Synopses & Reviews
As early as the end of 1938, compulsory labor for Jews had been introduced in Germany and annexed Austria by the labor administration. Similar programs subsequently were established by civil administrations in the German-occupied Czech and Polish territories. At the peak point, more than one million Jewish men and women toiled for private companies and public builders, many of them in hundreds of now often-forgotten special labor camps. This study refutes the widespread thesis that compulsory work was organized only by the SS, and that exploitation was only an intermediate tactic on the way to mass murder and the destruction of the Jews. Published in association with the United States Holocaust Memorial Museum.
Synopsis
Examining forced Jewish labor in Germany, Austria, the Protectorate, and the various occupied Polish territories.
Synopsis
This book describes the implementation of forced labor for Jews in Germany, Austria, the Protectorate, and the various occupied Polish territories.
About the Author
Wolf Gruner currently holds a position at the Institute for Contemporary History in Berlin, where he is coeditor and researcher on The Persecution and Extermination of the European Jews Under the Nazis, 1933-1945, a multivolume collection of primary sources.

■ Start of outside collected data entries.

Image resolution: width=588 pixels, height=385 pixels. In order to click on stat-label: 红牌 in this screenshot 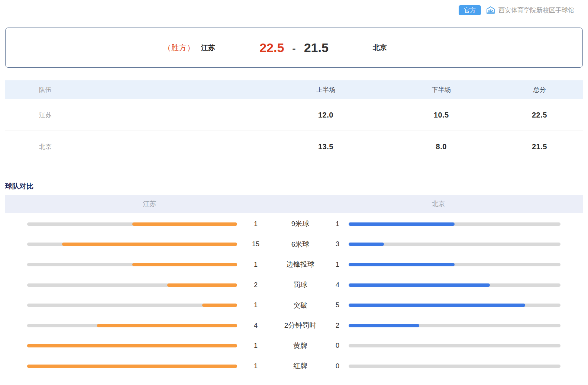, I will do `click(300, 366)`.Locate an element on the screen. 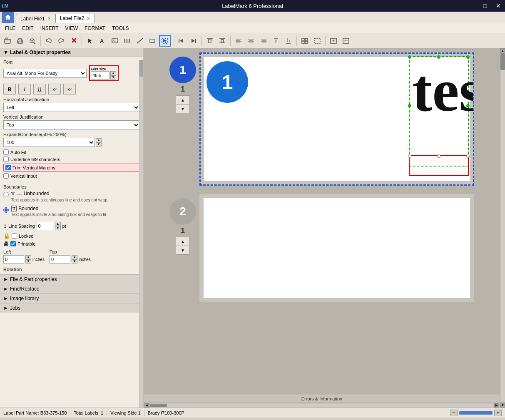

He is the author of many works on the history of the Holocaust and Nazi Germany, and has held positions at Webster University, Harvard University, and the Center for Advanced Holocaust Studies at the United States Holocaust Memorial Museum, among others.
Table of Contents
Prologue: Anti-Jewish policies in the Nazi State before 1938; 1. Segregated labor deployment: central planning and local practice, 1938-1945; 2. German Jews in forced labor camps, 1939-1943; 3. 'Special Service': forced labor of so-called Jewish Mischlinge, 1942-1945; 4. Initiatives in Vienna: Austrian Jews in the segregated labor deployment program, 1938-1945; 5. The failure of deportation: forced labor of Czech Jews, 1939-1945; 6. Camps and ghettos: forced labor in the Reich Gau Wartheland, 1939-1944; 7. On the 'Führer's Road': Polish Jews in the old Reich, 1940-1943; 8. The SS Organization Schmelt and the Jews from Eastern Upper Silesia, 1940-1944; 9. The Labor Office versus the SS: forced labor in the general government, 1939-1944.